Tulip JSON
Tulip JSON (TLP JSON) is one of the native on-disk serializations of the Tulip graph visualization and analysis framework, an open-source, cross-platform project created by David Auber and developed at LaBRI (Laboratoire Bordelais de Recherche en Informatique) in Bordeaux, France. It encodes Tulip's graph model as a JavaScript Object Notation document (file extension .json) and sits alongside the older Lisp/S-expression textual format format:tulip-tlp-2.3 and the compact format:tlp-binary variant, all handled by the Tulip application and its Python bindings through dedicated "JSON Import" and "JSON Export" plugins.
Structurally, the JSON mirrors Tulip's underlying data model rather than inventing a new one. Nodes are represented by non-negative integer indices, and each edge is defined by a triple of integers: the edge's own id, the source node id, and the target node id. This gives edges first-class identity, so parallel edges and edge-attached data are naturally expressible. Attributes live in a separate properties section: every property carries a cluster (subgraph) id, a property type, and a name, plus a default value for nodes and a default for edges, followed by any individual per-element overrides. The type system is rich for a graph format, covering bool, int, double, string, color, size, layout (3D coordinates) and their vector variants. Reserved view* properties such as viewColor, viewLabel, viewLayout, viewSize and viewShape carry the visual rendering state, so a JSON file round-trips not just topology but also a full drawing.
A defining trait inherited from Tulip is native support for hierarchical subgraphs (clusters), keyed by integer cluster ids with 0 reserved for the root graph. Property values can therefore be scoped per subgraph, which most interchange formats cannot express without loss. The export plugin offers a single "Beautify JSON string" option to toggle pretty-printing versus compact output.
The format's strengths are lossless persistence of a Tulip session, easy parsing by any JSON library, and faithful capture of typed properties, layout, and subgraph hierarchy. Its limitations are its tool-specificity: the schema is not a widely adopted standard, tooling outside Tulip is scarce, and consumers expecting a generic node-link JSON such as format:networkx-node-link, format:cytoscape-json or format:graphson-3.0 will need a converter. For neutral interchange, Tulip can also read and write format:gml, format:graphml, format:gexf-1.3, format:pajek and format:dot.
Alternative Names: Tulip JSON
Frequently Asked Questions
What is a Tulip JSON Graph Format file?
A Tulip JSON Graph Format file stores a graph — its nodes, edges and attributes — in the Tulip JSON Graph Format format (also: Tulip JSON). See the feature table above for what it supports.
How do I open a Tulip JSON Graph Format file?
Open it in a graph tool that supports Tulip JSON Graph Format, or convert it to a format your tool reads. With GraphInOut you can convert Tulip JSON Graph Format to GraphML, DOT, Connected JSON and more, right in your browser.
How do I convert a Tulip JSON Graph Format file to another format?
Use the Convert from Tulip JSON Graph Format link above: upload or paste your Tulip JSON Graph Format file (input preset to Tulip JSON Graph Format), choose a target format and download the result — free, no install.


Faithfully repeat each entry below, minus the pictures.

Stored data entries
━━━━━━

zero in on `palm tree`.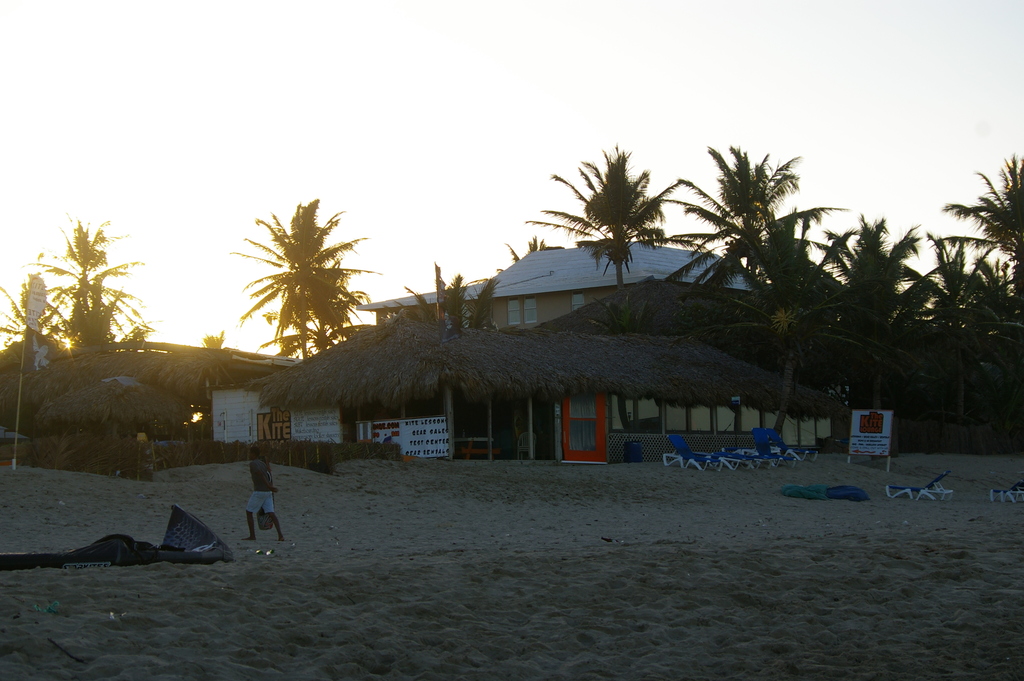
Zeroed in: [left=928, top=249, right=1011, bottom=346].
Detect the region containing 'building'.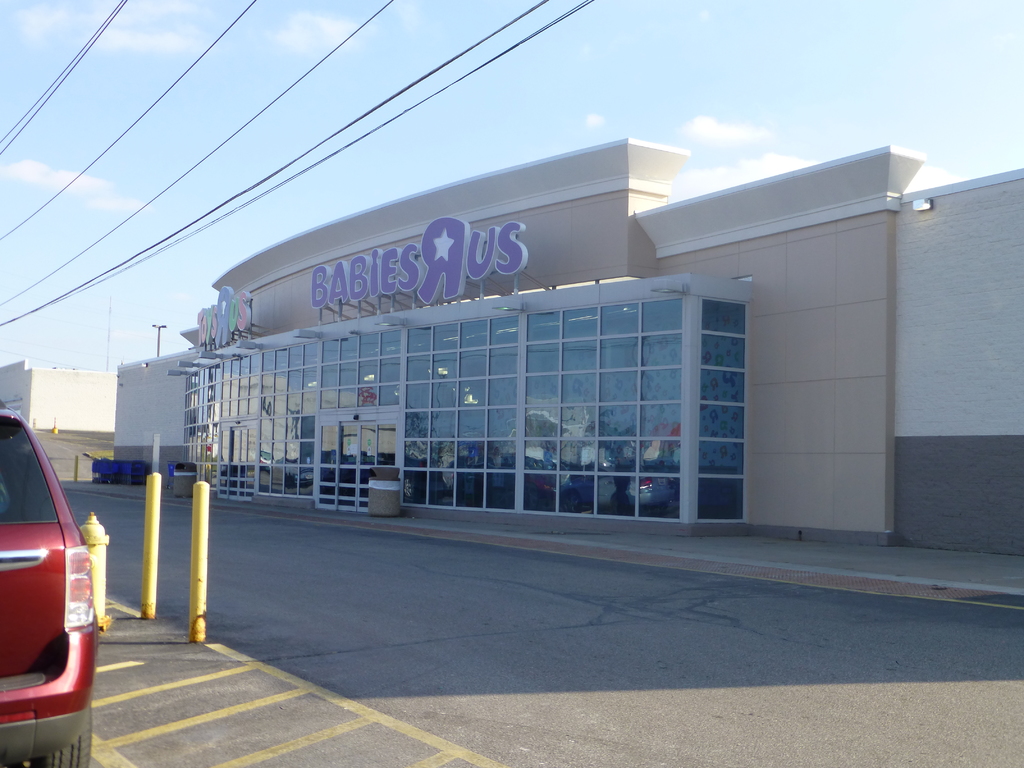
bbox=(112, 136, 1023, 558).
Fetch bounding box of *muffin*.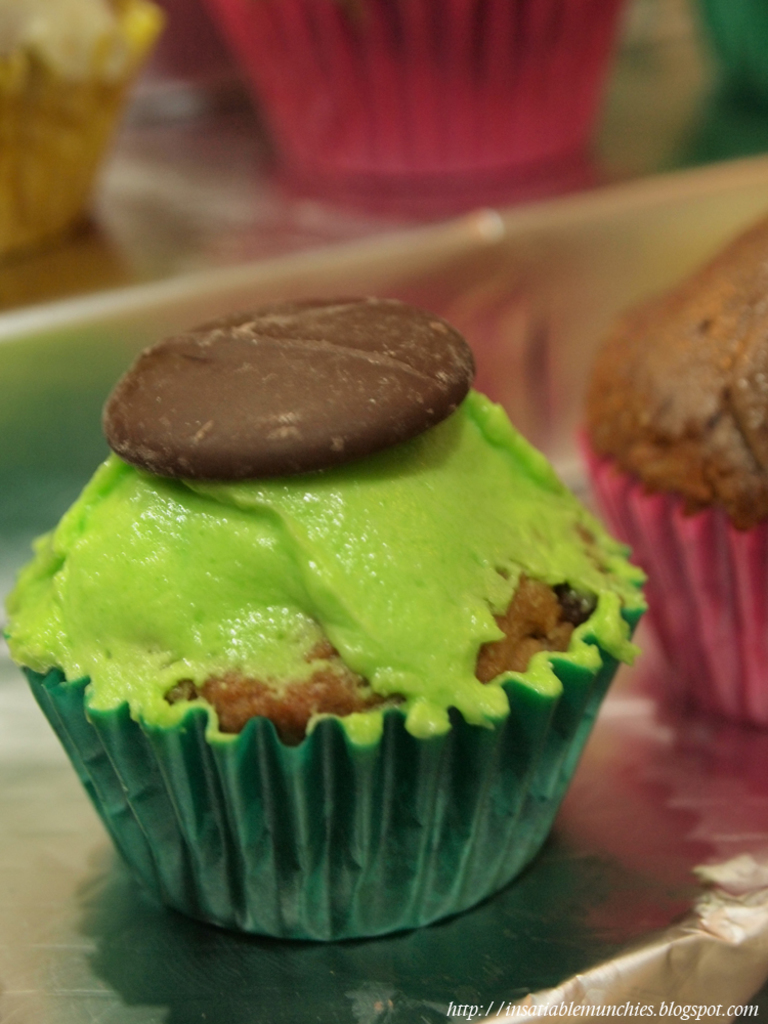
Bbox: x1=564, y1=213, x2=767, y2=736.
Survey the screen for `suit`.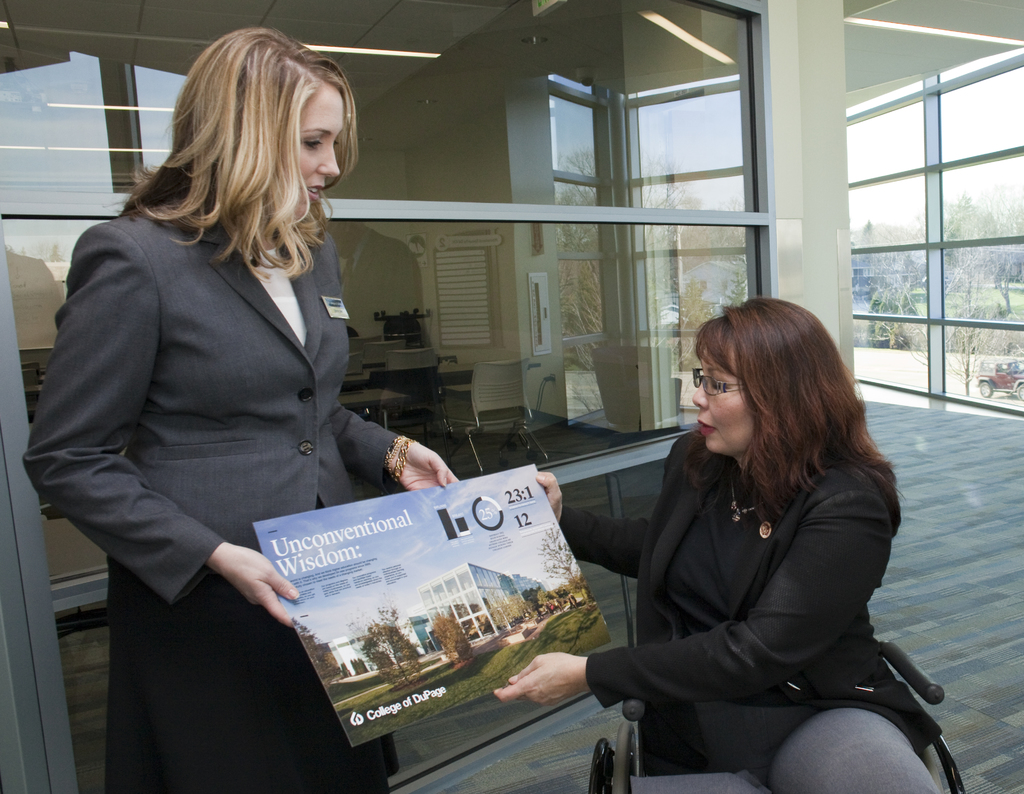
Survey found: bbox=[563, 428, 946, 777].
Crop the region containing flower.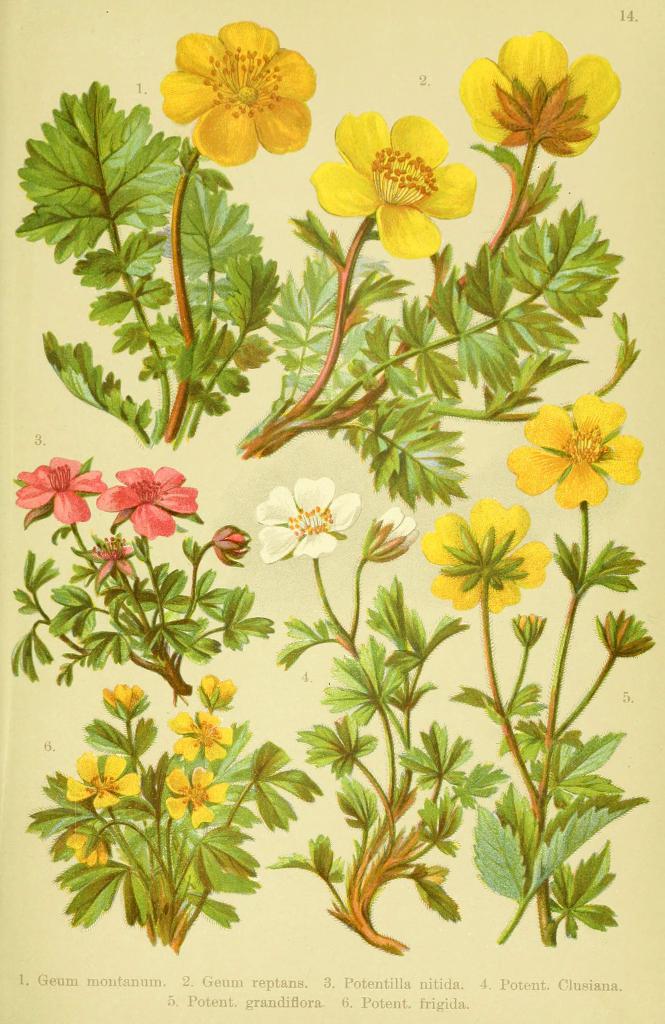
Crop region: x1=512, y1=376, x2=646, y2=499.
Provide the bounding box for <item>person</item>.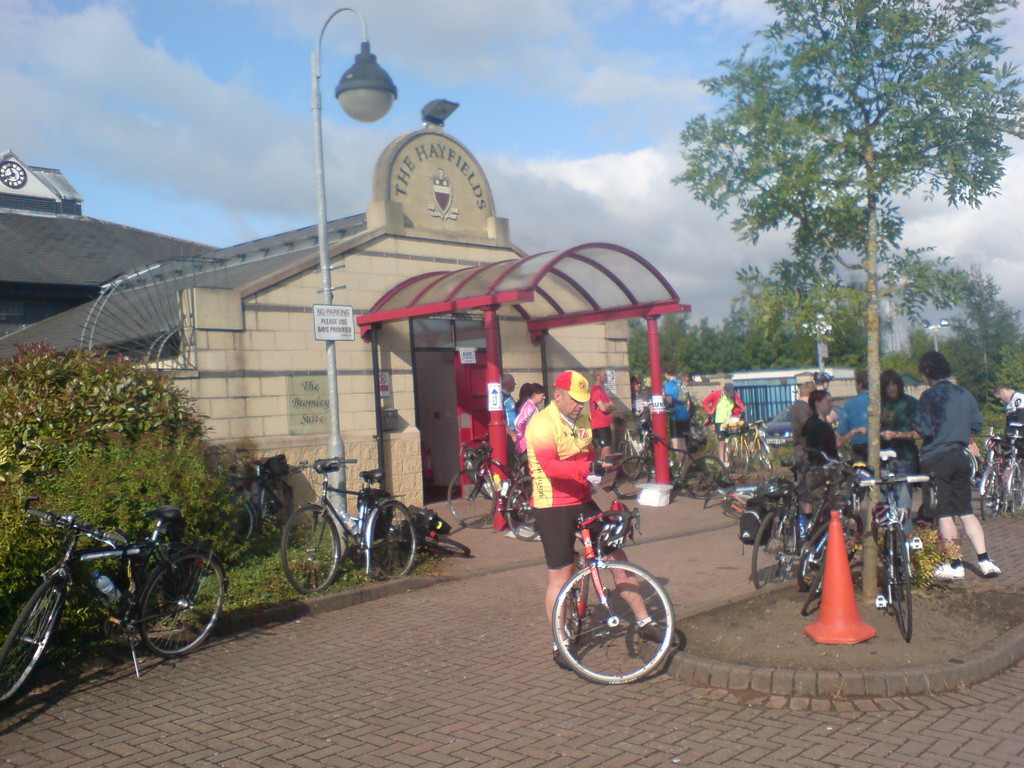
left=678, top=370, right=693, bottom=397.
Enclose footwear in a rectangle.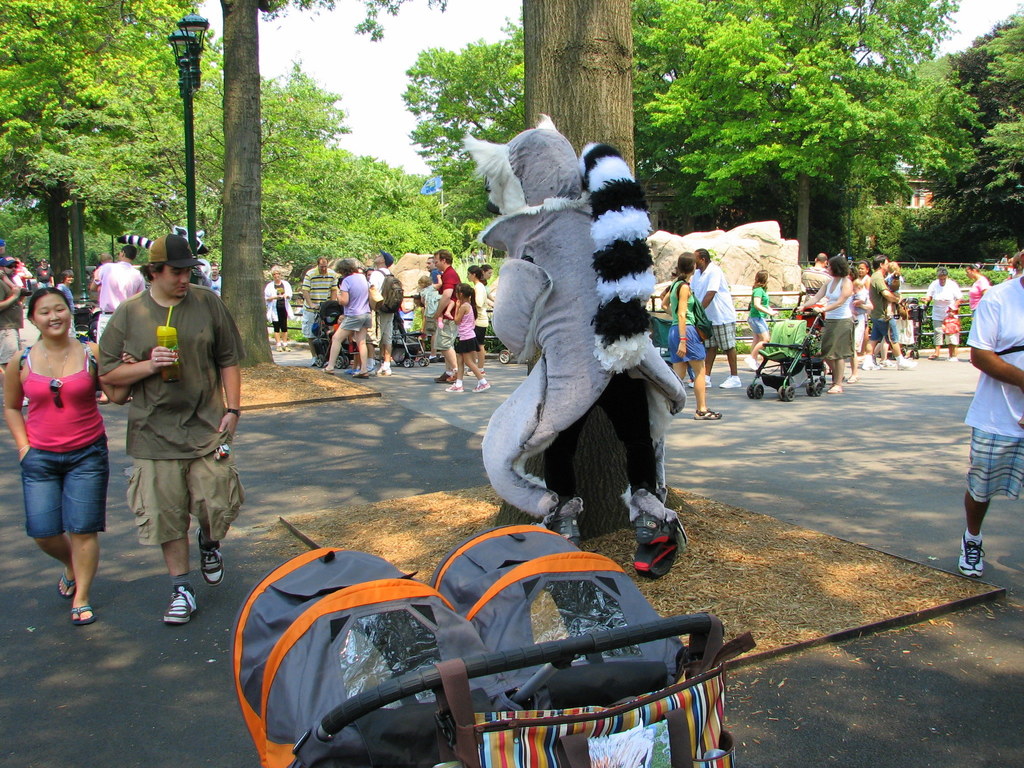
[628, 488, 666, 546].
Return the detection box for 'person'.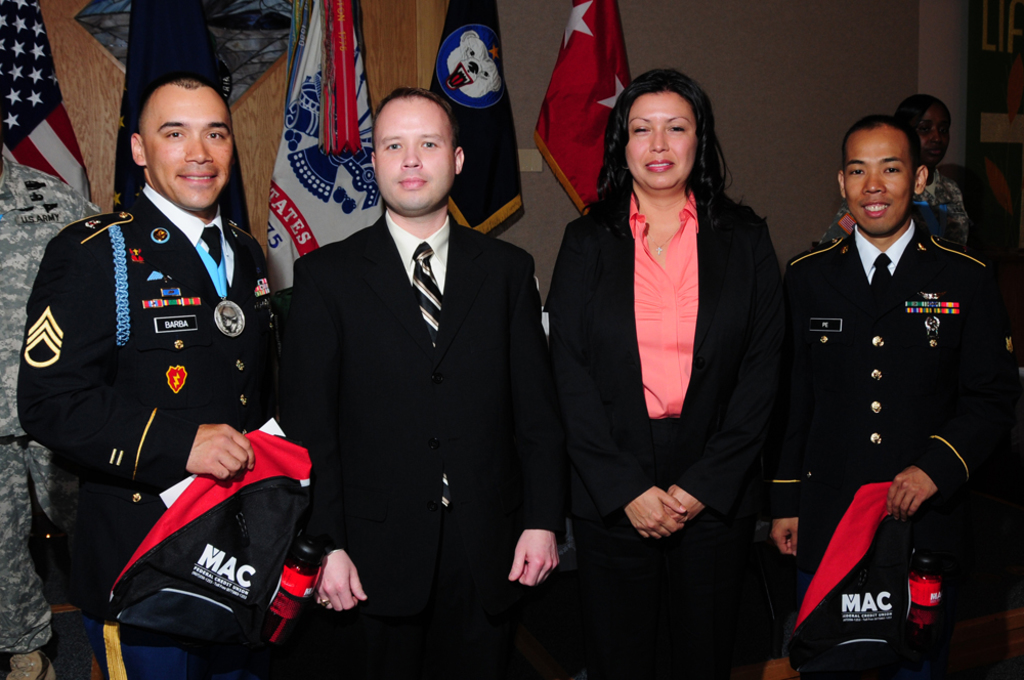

━━━━━━

▶ [SOLUTION FOR THIS TASK]
zero in on `palm tree`.
Zeroed in: [left=928, top=249, right=1011, bottom=346].
Detect the region containing 'building'.
bbox=(112, 136, 1023, 558).
Fetch bounding box of *muffin*.
Bbox: x1=564, y1=213, x2=767, y2=736.
Survey the screen for `suit`.
Survey found: bbox=[563, 428, 946, 777].
Crop the region containing flower.
Crop region: x1=512, y1=376, x2=646, y2=499.
Provide the bounding box for <item>person</item>.
left=678, top=370, right=693, bottom=397.
Enclose footwear in a rectangle.
[628, 488, 666, 546].
Return the detection box for 'person'.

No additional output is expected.